Selected publications

  • Imperial Romance: Fictions of Colonial Intimacy in Korea, 1905–1945 By Su Yun Kim. Ithaca, N.Y.: Cornell University Press, 2020. xi, 204 pp. ISBN: 9781501751882 (cloth).

    The Journal of Asian Studies · 2022-02-01

    article1st authorCorresponding

    An abstract is not available for this content so a preview has been provided. Please use the Get access link above for information on how to access this content.
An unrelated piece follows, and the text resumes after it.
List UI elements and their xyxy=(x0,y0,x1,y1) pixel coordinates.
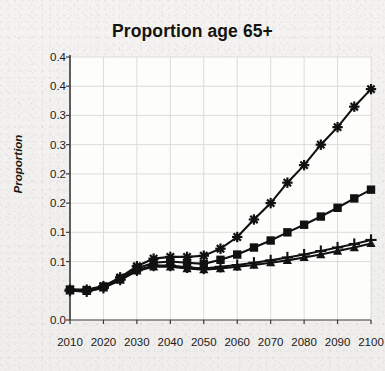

  • Traumatic pasts in Asia: history, psychiatry, and trauma from the 1930s to the present

    Asian Studies Review · 2022-05-02 · 6 citations

    article1st authorCorresponding

    "Traumatic pasts in Asia: history, psychiatry, and trauma from the 1930s to the present." Asian Studies Review, ahead-of-print(ahead-of-print), pp. 1–2

  • Witnessing and Remembering Trauma in Northeast Asia in the Visual Age

    Asian Studies Review · 2022-06-22

    articleOpen accessSenior authorCorresponding

    This Special Issue is a collaborative attempt by scholars of visual arts, cultural history and literature to contribute to the uncovering of symbolic and materialistic meanings and effects of visual art and media that address urgent issues in the lives of many people in Northeast Asia. Its first goal is to establish the context in which art makers are positioned and to discuss how their memory and post-memory of disasters shape the content of their works. Second, it explores the potential and limits of visual works to witness and remember physical and psychological trauma caused by the disasters. The third goal is to shed light on the ethical concerns surrounding the visual representation of disasters and victims. Its final goal is to explore how these artworks are grounded in the shared history of Northeast Asia during ‘the visual age’.

  • Cinematic Testimony to the Repatriation of <i>Zainichi</i> Koreans to North Korea in Yang Yonghi’s Autobiographical Films

    Asian Studies Review · 2021-02-11 · 1 citations

    article1st authorCorresponding

    This article explores the cinematic potential of representing a silenced history of Korean residents in Japan who were repatriated to their “homeland” (North Korea) by examining Yang Yonghi’s films, Dear Pyongyang (2006), Sona, the Other Myself (2009) and Our Homeland (2012). About 94,000 Koreans in Japan were repatriated to North Korea between 1959 and 1984, but stories of these individuals after their repatriation are largely unknown due to the tightly controlled information about their lives in North Korea and the complex geopolitical relations among South Korea, North Korea and Japan. The repatriates and their families’ experience of separation and multiple displacements is a historical disaster borne of Japanese colonialism and the Cold War. Yang’s autobiographical films visualise the silenced suffering of repatriates in a poignant handling of space, objects and sound that articulates their affective reaction to their homeland. Yang’s works thus make two important contributions to our understanding of the historical disaster: they highlight the ambiguity of the homeland for the repatriates while functioning as a cinematic testimony to the silenced suffering of the repatriates and their families.

  • Resume-aware match score
  • Save to shortlist
  • AI-drafted outreach

See your match with Jooyeon Rhee

PhdFit ranks faculty by your research interests, methods, and publications — grounded in their actual work, not templates.